St. Jerome (circa 342-420 AD): I cannot bring myself to speak of the many virgins who daily fall and are lost to the bosom of the church, their mother….Some go so far as to take potions, that they may insure barrenness, and thus murder human beings almost before their conception. Some, when they find themselves with child through their sin, use drugs to procure abortion, and when (as often happens) they die with their offspring, they enter the lower world laden with the guilt not only of adultery against Christ but also of suicide and child murder. Letter 22:13

The Synod of Elvira, 306 AD: If a woman becomes pregnant by committing adultery, while her husband is absent, and after the act she destroys the child, it is proper to keep her from communion until death, because she has doubled her crime. Canon 63.

The Synod of Ancyra, 314 AD, Concerning women who commit fornication, and destroy that which they have conceived, or who are employed in making drugs for abortion, a former decree excluded them until the hour of death, and to this some have assented.
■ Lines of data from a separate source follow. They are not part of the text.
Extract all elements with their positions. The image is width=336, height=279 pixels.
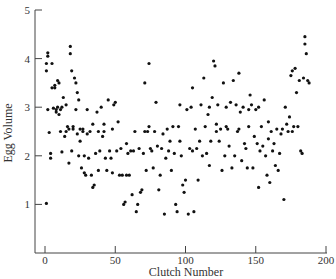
data-point: [84, 174, 87, 177]
data-point: [205, 152, 208, 155]
data-point: [111, 128, 114, 131]
data-point: [254, 108, 257, 111]
data-point: [268, 181, 271, 184]
data-point: [46, 55, 49, 58]
data-point: [87, 157, 90, 160]
data-point: [270, 130, 273, 133]
data-point: [211, 96, 214, 99]
data-point: [199, 103, 202, 106]
data-point: [235, 103, 238, 106]
data-point: [239, 111, 242, 114]
data-point: [150, 149, 153, 152]
data-point: [267, 137, 270, 140]
data-point: [94, 152, 97, 155]
data-point: [140, 188, 143, 191]
data-point: [174, 203, 177, 206]
data-point: [104, 157, 107, 160]
data-point: [168, 140, 171, 143]
data-point: [152, 166, 155, 169]
data-point: [192, 210, 195, 213]
data-point: [77, 98, 80, 101]
data-point: [107, 98, 110, 101]
data-point: [132, 149, 135, 152]
data-point: [191, 86, 194, 89]
data-point: [46, 108, 49, 111]
data-point: [72, 128, 75, 131]
data-point: [97, 169, 100, 172]
data-point: [185, 108, 188, 111]
data-point: [81, 130, 84, 133]
data-point: [279, 132, 282, 135]
data-point: [115, 149, 118, 152]
data-point: [60, 150, 63, 153]
data-point: [296, 125, 299, 128]
data-point: [154, 101, 157, 104]
data-point: [90, 174, 93, 177]
data-point: [70, 69, 73, 72]
data-point: [136, 203, 139, 206]
x-ticks: 050100150200: [42, 246, 335, 266]
data-point: [197, 179, 200, 182]
data-point: [251, 166, 254, 169]
data-point: [48, 131, 51, 134]
data-point: [212, 59, 215, 62]
data-point: [91, 123, 94, 126]
data-point: [247, 125, 250, 128]
data-point: [53, 84, 56, 87]
x-tick-label: 50: [110, 254, 122, 266]
data-point: [188, 147, 191, 150]
data-point: [69, 45, 72, 48]
data-point: [208, 164, 211, 167]
data-point: [202, 76, 205, 79]
data-point: [163, 213, 166, 216]
data-point: [261, 145, 264, 148]
data-point: [230, 166, 233, 169]
data-point: [216, 103, 219, 106]
data-point: [80, 166, 83, 169]
data-point: [124, 200, 127, 203]
data-point: [242, 106, 245, 109]
data-point: [226, 128, 229, 131]
data-point: [285, 123, 288, 126]
data-point: [101, 135, 104, 138]
data-point: [191, 149, 194, 152]
data-point: [131, 193, 134, 196]
y-tick-label: 4: [25, 53, 31, 65]
y-tick-label: 3: [25, 101, 31, 113]
data-point: [67, 128, 70, 131]
data-point: [161, 132, 164, 135]
data-point: [208, 106, 211, 109]
data-point: [166, 128, 169, 131]
data-point: [181, 183, 184, 186]
data-point: [153, 130, 156, 133]
data-point: [105, 169, 108, 172]
data-point: [257, 106, 260, 109]
data-point: [70, 149, 73, 152]
data-point: [302, 76, 305, 79]
data-point: [108, 149, 111, 152]
data-point: [69, 52, 72, 55]
data-point: [294, 67, 297, 70]
data-point: [129, 149, 132, 152]
data-point: [95, 111, 98, 114]
data-point: [57, 113, 60, 116]
data-point: [49, 152, 52, 155]
data-point: [167, 149, 170, 152]
data-point: [119, 147, 122, 150]
data-point: [45, 202, 48, 205]
x-axis-title: Clutch Number: [149, 265, 223, 279]
data-point: [263, 98, 266, 101]
data-point: [86, 108, 89, 111]
data-point: [86, 132, 89, 135]
data-point: [253, 135, 256, 138]
data-point: [206, 113, 209, 116]
data-point: [183, 191, 186, 194]
data-point: [173, 152, 176, 155]
data-point: [187, 213, 190, 216]
data-point: [298, 79, 301, 82]
data-point: [257, 186, 260, 189]
data-point: [63, 135, 66, 138]
data-point: [50, 62, 53, 65]
data-point: [83, 154, 86, 157]
data-point: [265, 174, 268, 177]
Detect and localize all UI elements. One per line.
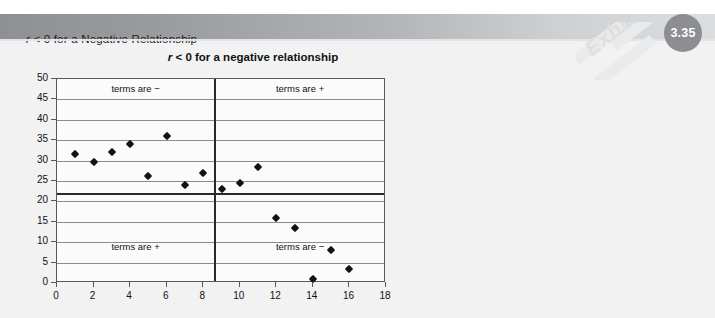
y-axis-tick-label: 0 (22, 277, 48, 287)
x-axis-tick-label: 6 (154, 290, 178, 301)
data-point (89, 158, 97, 166)
y-axis-tick-label: 35 (22, 134, 48, 144)
top-white-strip (0, 0, 715, 14)
y-axis-tick-label: 50 (22, 73, 48, 83)
y-axis-tick-label: 5 (22, 257, 48, 267)
x-axis-tick-mark (129, 282, 130, 287)
y-axis-tick-mark (51, 200, 56, 201)
y-axis-tick-label: 25 (22, 175, 48, 185)
data-point (254, 162, 262, 170)
y-axis-tick-mark (51, 139, 56, 140)
gridline-y-40 (57, 120, 384, 121)
data-point (309, 275, 317, 283)
x-axis-tick-mark (93, 282, 94, 287)
scatter-chart: r < 0 for a negative relationship terms … (0, 41, 715, 318)
data-point (199, 169, 207, 177)
y-axis-tick-mark (51, 119, 56, 120)
y-axis-tick-label: 40 (22, 114, 48, 124)
x-axis-tick-mark (202, 282, 203, 287)
y-axis-tick-mark (51, 221, 56, 222)
y-axis-tick-mark (51, 241, 56, 242)
y-axis-tick-mark (51, 180, 56, 181)
plot-area: terms are −terms are +terms are +terms a… (56, 78, 385, 282)
mean-reference-line (57, 193, 384, 195)
quadrant-label-bottom-right: terms are − (220, 241, 380, 252)
x-axis-tick-label: 16 (336, 290, 360, 301)
data-point (144, 172, 152, 180)
data-point (108, 148, 116, 156)
data-point (272, 213, 280, 221)
chart-title-text: < 0 for a negative relationship (172, 51, 338, 63)
chart-title: r < 0 for a negative relationship (108, 51, 398, 63)
gridline-y-45 (57, 99, 384, 100)
gridline-y-30 (57, 161, 384, 162)
quadrant-label-top-right: terms are + (220, 83, 380, 94)
y-axis-tick-label: 10 (22, 236, 48, 246)
x-axis-tick-label: 12 (263, 290, 287, 301)
x-axis-tick-label: 8 (190, 290, 214, 301)
quadrant-label-bottom-left: terms are + (63, 241, 208, 252)
y-axis-tick-mark (51, 262, 56, 263)
x-axis-tick-mark (239, 282, 240, 287)
quadrant-label-top-left: terms are − (63, 83, 208, 94)
data-point (162, 132, 170, 140)
exhibit-header-bar: r < 0 for a Negative Relationship (0, 14, 715, 39)
y-axis-tick-label: 15 (22, 216, 48, 226)
gridline-y-15 (57, 222, 384, 223)
x-axis-tick-mark (166, 282, 167, 287)
x-axis-tick-label: 0 (44, 290, 68, 301)
x-axis-tick-label: 10 (227, 290, 251, 301)
y-axis-tick-mark (51, 160, 56, 161)
x-axis-tick-mark (385, 282, 386, 287)
exhibit-panel: r < 0 for a Negative Relationship Exhibi… (0, 0, 715, 318)
gridline-y-5 (57, 263, 384, 264)
x-axis-tick-mark (56, 282, 57, 287)
data-point (217, 185, 225, 193)
gridline-y-35 (57, 140, 384, 141)
data-point (290, 224, 298, 232)
data-point (71, 150, 79, 158)
x-axis-tick-label: 14 (300, 290, 324, 301)
x-axis-tick-label: 2 (81, 290, 105, 301)
data-point (345, 264, 353, 272)
x-axis-tick-mark (348, 282, 349, 287)
x-axis-tick-mark (275, 282, 276, 287)
y-axis-tick-label: 30 (22, 155, 48, 165)
x-axis-tick-label: 18 (373, 290, 397, 301)
gridline-y-25 (57, 181, 384, 182)
y-axis-tick-label: 20 (22, 195, 48, 205)
y-axis-tick-label: 45 (22, 93, 48, 103)
vertical-divider-line (214, 79, 216, 281)
y-axis-tick-mark (51, 78, 56, 79)
y-axis-tick-mark (51, 98, 56, 99)
data-point (126, 140, 134, 148)
x-axis-tick-label: 4 (117, 290, 141, 301)
gridline-y-20 (57, 201, 384, 202)
x-axis-tick-mark (312, 282, 313, 287)
data-point (181, 181, 189, 189)
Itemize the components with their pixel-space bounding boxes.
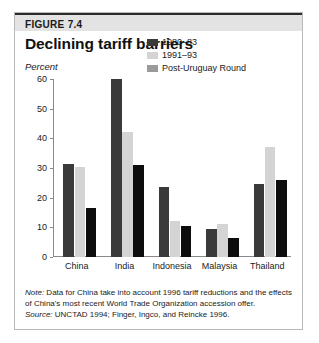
figure-panel: FIGURE 7.4 Declining tariff barriers Per… [14,12,303,330]
legend-item: Post-Uruguay Round [147,62,246,74]
bar [122,132,133,257]
x-axis-category-label: Thailand [243,261,291,271]
y-axis-tick-mark [50,198,53,199]
bar [181,226,192,257]
source-text: UNCTAD 1994; Finger, Ingco, and Reincke … [53,310,230,319]
bar-group [254,79,287,257]
bar [133,165,144,257]
chart-legend: 1980–831991–93Post-Uruguay Round [147,36,246,75]
bar [254,184,265,257]
y-axis-tick-mark [50,227,53,228]
y-axis-tick-label: 40 [27,133,47,143]
bar [159,187,170,257]
y-axis-tick-mark [50,168,53,169]
y-axis-tick-label: 0 [27,252,47,262]
y-axis-tick-mark [50,109,53,110]
x-axis-category-label: Indonesia [148,261,196,271]
legend-label: Post-Uruguay Round [162,63,246,73]
bar-group [111,79,144,257]
y-axis-tick-mark [50,79,53,80]
y-axis-tick-label: 50 [27,104,47,114]
y-axis-line [53,79,54,257]
chart-plot-area: 0102030405060ChinaIndiaIndonesiaMalaysia… [53,79,291,257]
bar [206,229,217,257]
x-axis-category-label: Malaysia [196,261,244,271]
figure-note: Note: Data for China take into account 1… [25,288,294,309]
legend-swatch [147,65,158,72]
figure-number: FIGURE 7.4 [25,19,82,30]
y-axis-tick-mark [50,138,53,139]
figure-footnotes: Note: Data for China take into account 1… [25,288,294,321]
bar [217,224,228,257]
bar-group [206,79,239,257]
legend-swatch [147,39,158,46]
y-axis-unit-label: Percent [25,61,58,72]
bar [276,180,287,257]
note-lead: Note: [25,288,44,297]
y-axis-tick-mark [50,257,53,258]
legend-item: 1991–93 [147,49,246,61]
legend-item: 1980–83 [147,36,246,48]
bar [170,221,181,257]
bar [86,208,97,257]
bar [228,238,239,257]
figure-source: Source: UNCTAD 1994; Finger, Ingco, and … [25,310,294,321]
legend-label: 1980–83 [162,37,197,47]
bar-group [63,79,96,257]
bar [75,167,86,257]
x-axis-category-label: India [101,261,149,271]
bar [111,79,122,257]
bar-group [159,79,192,257]
source-lead: Source: [25,310,53,319]
y-axis-tick-label: 60 [27,74,47,84]
y-axis-tick-label: 30 [27,163,47,173]
y-axis-tick-label: 20 [27,193,47,203]
bar [265,147,276,257]
y-axis-tick-label: 10 [27,222,47,232]
note-text: Data for China take into account 1996 ta… [25,288,292,308]
figure-header-band: FIGURE 7.4 [15,13,302,31]
legend-label: 1991–93 [162,50,197,60]
bar [63,164,74,257]
x-axis-category-label: China [53,261,101,271]
legend-swatch [147,52,158,59]
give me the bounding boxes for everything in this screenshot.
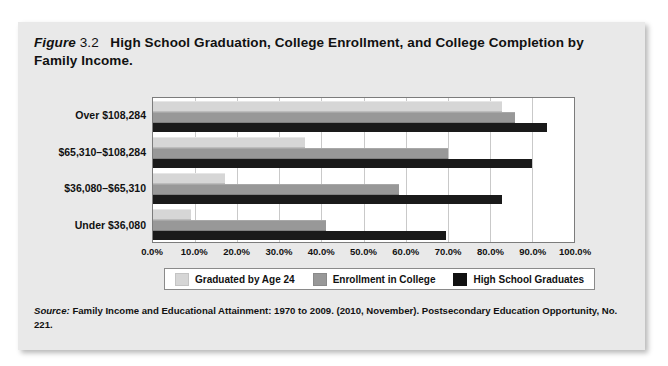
bar-group <box>153 98 574 134</box>
legend-swatch <box>175 273 189 286</box>
bar <box>153 209 191 220</box>
x-axis-tick-label: 40.0% <box>308 246 335 257</box>
plot-area <box>152 97 575 243</box>
bar <box>153 148 448 159</box>
legend-label: Graduated by Age 24 <box>195 274 295 285</box>
x-axis-tick-label: 100.0% <box>559 246 591 257</box>
x-axis-tick-label: 60.0% <box>392 246 419 257</box>
legend-label: High School Graduates <box>473 274 584 285</box>
legend-swatch <box>313 273 327 286</box>
chart-region: Over $108,284$65,310–$108,284$36,080–$65… <box>18 74 645 294</box>
x-axis-tick-label: 20.0% <box>223 246 250 257</box>
x-axis-tick-label: 50.0% <box>350 246 377 257</box>
figure-panel: Figure 3.2 High School Graduation, Colle… <box>18 22 645 350</box>
x-axis-tick-label: 0.0% <box>141 246 163 257</box>
bar-group <box>153 206 574 242</box>
y-axis-label: Over $108,284 <box>60 97 152 134</box>
legend-label: Enrollment in College <box>333 274 436 285</box>
bar-group <box>153 134 574 170</box>
figure-caption-text: High School Graduation, College Enrollme… <box>34 35 584 68</box>
x-axis-tick-label: 30.0% <box>265 246 292 257</box>
x-axis-tick-label: 70.0% <box>435 246 462 257</box>
source-note: Source: Family Income and Educational At… <box>34 304 629 332</box>
figure-label: Figure <box>34 35 76 50</box>
chart-legend: Graduated by Age 24Enrollment in College… <box>164 268 595 290</box>
figure-caption: Figure 3.2 High School Graduation, Colle… <box>34 34 626 70</box>
bar <box>153 101 502 112</box>
bar <box>153 231 446 240</box>
bar-groups <box>153 98 574 242</box>
legend-item[interactable]: Enrollment in College <box>313 273 436 286</box>
source-text: Family Income and Educational Attainment… <box>34 305 617 330</box>
legend-item[interactable]: Graduated by Age 24 <box>175 273 295 286</box>
bar <box>153 137 305 148</box>
x-axis-tick-label: 80.0% <box>477 246 504 257</box>
source-label: Source: <box>34 305 70 316</box>
bar <box>153 159 532 168</box>
legend-item[interactable]: High School Graduates <box>453 273 584 286</box>
y-axis-label: $65,310–$108,284 <box>60 134 152 171</box>
y-axis-label: $36,080–$65,310 <box>60 170 152 207</box>
legend-swatch <box>453 273 467 286</box>
bar <box>153 112 515 123</box>
y-axis-category-labels: Over $108,284$65,310–$108,284$36,080–$65… <box>60 97 152 243</box>
bar <box>153 173 225 184</box>
x-axis-tick-label: 90.0% <box>519 246 546 257</box>
bar-group <box>153 170 574 206</box>
bar <box>153 123 547 132</box>
bar <box>153 195 502 204</box>
bar <box>153 220 326 231</box>
x-axis-tick-labels: 0.0%10.0%20.0%30.0%40.0%50.0%60.0%70.0%8… <box>152 246 575 262</box>
figure-number: 3.2 <box>80 35 99 50</box>
y-axis-label: Under $36,080 <box>60 207 152 244</box>
bar <box>153 184 399 195</box>
x-axis-tick-label: 10.0% <box>181 246 208 257</box>
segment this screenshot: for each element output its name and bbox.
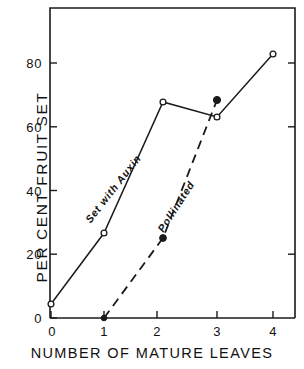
chart-figure: PER CENT FRUIT SET NUMBER OF MATURE LEAV… <box>0 0 304 369</box>
data-point-filled <box>213 96 220 103</box>
x-axis-ticks <box>51 311 273 318</box>
series-line-auxin <box>51 54 273 304</box>
data-point-open <box>101 230 107 236</box>
data-point-filled <box>160 235 167 242</box>
y-axis-ticks <box>50 63 295 318</box>
data-point-open <box>270 51 276 57</box>
data-point-filled <box>101 315 107 321</box>
data-point-open <box>214 114 220 120</box>
series-line-pollinated <box>104 100 217 318</box>
series-markers-pollinated <box>101 96 220 320</box>
data-point-open <box>48 301 54 307</box>
axis-frame <box>50 8 295 318</box>
plot-area <box>0 0 304 369</box>
data-point-open <box>160 99 166 105</box>
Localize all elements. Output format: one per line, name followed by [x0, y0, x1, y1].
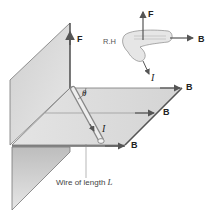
- wire-caption-var: L: [108, 177, 113, 187]
- field-label-hand: B: [198, 35, 205, 44]
- right-hand-label: R.H: [103, 38, 116, 46]
- current-label-wire: I: [102, 124, 105, 134]
- field-label-middle: B: [163, 108, 170, 117]
- wire-caption-prefix: Wire of length: [56, 178, 108, 187]
- right-hand-icon: [123, 12, 193, 74]
- force-label-plane: F: [77, 35, 83, 44]
- current-label-hand: I: [151, 73, 154, 83]
- angle-label: θ: [82, 89, 86, 98]
- force-label-hand: F: [148, 10, 154, 19]
- field-label-bottom: B: [131, 141, 138, 150]
- current-arrow-hand: [143, 61, 149, 74]
- wire-caption: Wire of length L: [56, 178, 113, 187]
- field-label-top: B: [186, 83, 193, 92]
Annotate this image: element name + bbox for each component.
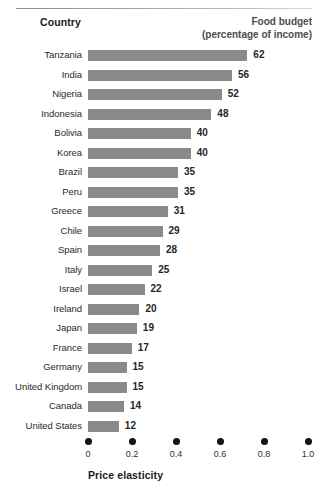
bar-row-country-label: Brazil — [0, 166, 82, 178]
x-axis-tick: 0 — [73, 438, 103, 460]
bar-row-bar — [88, 245, 160, 256]
x-axis-tick-dot-icon — [305, 438, 312, 445]
x-axis-tick: 0.6 — [205, 438, 235, 460]
column-header-country: Country — [40, 16, 81, 28]
bar-row: Japan19 — [0, 321, 320, 341]
bar-row: Tanzania62 — [0, 48, 320, 68]
bar-row-country-label: Ireland — [0, 303, 82, 315]
bar-row-bar — [88, 401, 124, 412]
bar-row-value-label: 40 — [197, 147, 208, 159]
bar-row: Germany15 — [0, 360, 320, 380]
bar-row: Indonesia48 — [0, 107, 320, 127]
bar-row-value-label: 20 — [145, 303, 156, 315]
bar-row-country-label: Bolivia — [0, 127, 82, 139]
bar-row-bar — [88, 382, 127, 393]
column-header-food-budget-line2: (percentage of income) — [132, 29, 312, 42]
bar-row-value-label: 12 — [125, 420, 136, 432]
bar-row: Peru35 — [0, 185, 320, 205]
bar-row-country-label: Germany — [0, 361, 82, 373]
bar-row-bar — [88, 421, 119, 432]
x-axis-tick-dot-icon — [85, 438, 92, 445]
bar-row-bar — [88, 148, 191, 159]
x-axis-tick-label: 1.0 — [293, 449, 320, 460]
bar-row-value-label: 31 — [174, 205, 185, 217]
x-axis-tick-label: 0.8 — [249, 449, 279, 460]
x-axis-title: Price elasticity — [88, 469, 163, 481]
bar-row-country-label: Spain — [0, 244, 82, 256]
bar-row: Nigeria52 — [0, 87, 320, 107]
bar-row-bar — [88, 128, 191, 139]
bar-row-bar — [88, 284, 145, 295]
bar-row: United States12 — [0, 419, 320, 439]
bar-row-value-label: 28 — [166, 244, 177, 256]
bar-row-bar — [88, 304, 139, 315]
bar-row-bar — [88, 50, 247, 61]
bar-row-bar — [88, 265, 152, 276]
bar-row: France17 — [0, 341, 320, 361]
bar-row-country-label: Israel — [0, 283, 82, 295]
bar-row-bar — [88, 187, 178, 198]
bar-row-country-label: Nigeria — [0, 88, 82, 100]
bar-row-bar — [88, 109, 211, 120]
bar-row-country-label: Italy — [0, 264, 82, 276]
bar-row-value-label: 62 — [253, 49, 264, 61]
bar-row-country-label: Indonesia — [0, 108, 82, 120]
bar-row-country-label: Greece — [0, 205, 82, 217]
column-header-food-budget: Food budget (percentage of income) — [132, 16, 312, 41]
bar-row-country-label: United States — [0, 420, 82, 432]
bar-row: Brazil35 — [0, 165, 320, 185]
x-axis-tick: 1.0 — [293, 438, 320, 460]
bar-row-value-label: 14 — [130, 400, 141, 412]
x-axis-tick: 0.2 — [117, 438, 147, 460]
bar-row: Italy25 — [0, 263, 320, 283]
x-axis-tick: 0.4 — [161, 438, 191, 460]
bar-row: Canada14 — [0, 399, 320, 419]
food-budget-price-elasticity-chart: Country Food budget (percentage of incom… — [0, 0, 320, 494]
bar-row-value-label: 29 — [169, 225, 180, 237]
x-axis-tick-dot-icon — [129, 438, 136, 445]
bar-row-value-label: 15 — [133, 361, 144, 373]
bar-row-value-label: 35 — [184, 166, 195, 178]
x-axis-tick-label: 0.6 — [205, 449, 235, 460]
bar-row-value-label: 40 — [197, 127, 208, 139]
bar-row-value-label: 15 — [133, 381, 144, 393]
bar-row-bar — [88, 206, 168, 217]
bar-row-value-label: 22 — [151, 283, 162, 295]
x-axis-tick-dot-icon — [217, 438, 224, 445]
bar-row-bar — [88, 167, 178, 178]
chart-header: Country Food budget (percentage of incom… — [0, 16, 320, 46]
bar-row-value-label: 48 — [217, 108, 228, 120]
bar-row-bar — [88, 343, 132, 354]
bar-row-value-label: 25 — [158, 264, 169, 276]
bar-row-country-label: Canada — [0, 400, 82, 412]
bar-row-country-label: France — [0, 342, 82, 354]
x-axis-tick: 0.8 — [249, 438, 279, 460]
x-axis-tick-dot-icon — [261, 438, 268, 445]
bar-row-bar — [88, 323, 137, 334]
bar-row: Ireland20 — [0, 302, 320, 322]
x-axis-tick-label: 0.4 — [161, 449, 191, 460]
x-axis-tick-label: 0.2 — [117, 449, 147, 460]
bar-row: United Kingdom15 — [0, 380, 320, 400]
bar-row-country-label: United Kingdom — [0, 381, 82, 393]
bar-row-country-label: Peru — [0, 186, 82, 198]
x-axis-tick-dot-icon — [173, 438, 180, 445]
bar-row-bar — [88, 70, 232, 81]
bar-row-value-label: 35 — [184, 186, 195, 198]
bar-row: Spain28 — [0, 243, 320, 263]
top-divider-rule — [16, 8, 312, 9]
bar-row-country-label: India — [0, 69, 82, 81]
bar-row: Bolivia40 — [0, 126, 320, 146]
bar-row-bar — [88, 89, 222, 100]
bar-row-value-label: 56 — [238, 69, 249, 81]
x-axis-tick-label: 0 — [73, 449, 103, 460]
bar-row-value-label: 19 — [143, 322, 154, 334]
bar-row: Israel22 — [0, 282, 320, 302]
column-header-food-budget-line1: Food budget — [132, 16, 312, 29]
bar-row-country-label: Chile — [0, 225, 82, 237]
bar-row-value-label: 17 — [138, 342, 149, 354]
bar-row-country-label: Japan — [0, 322, 82, 334]
x-axis: 00.20.40.60.81.0 Price elasticity — [0, 438, 320, 494]
bar-row-bar — [88, 226, 163, 237]
bar-row: Chile29 — [0, 224, 320, 244]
Nevertheless, being desirous to use somewhat greater lenity, we have ordained that they fulfill ten years [of penance], according to the prescribed degrees. (Canon 21).

Council of Trullo (692 AD): Those who give drugs for procuring abortion, and those who receive poisons to kill the fœtus, are subjected to the penalty of murder. (Canon 91)

Ancient Testimonies against abortion. Please add to this list.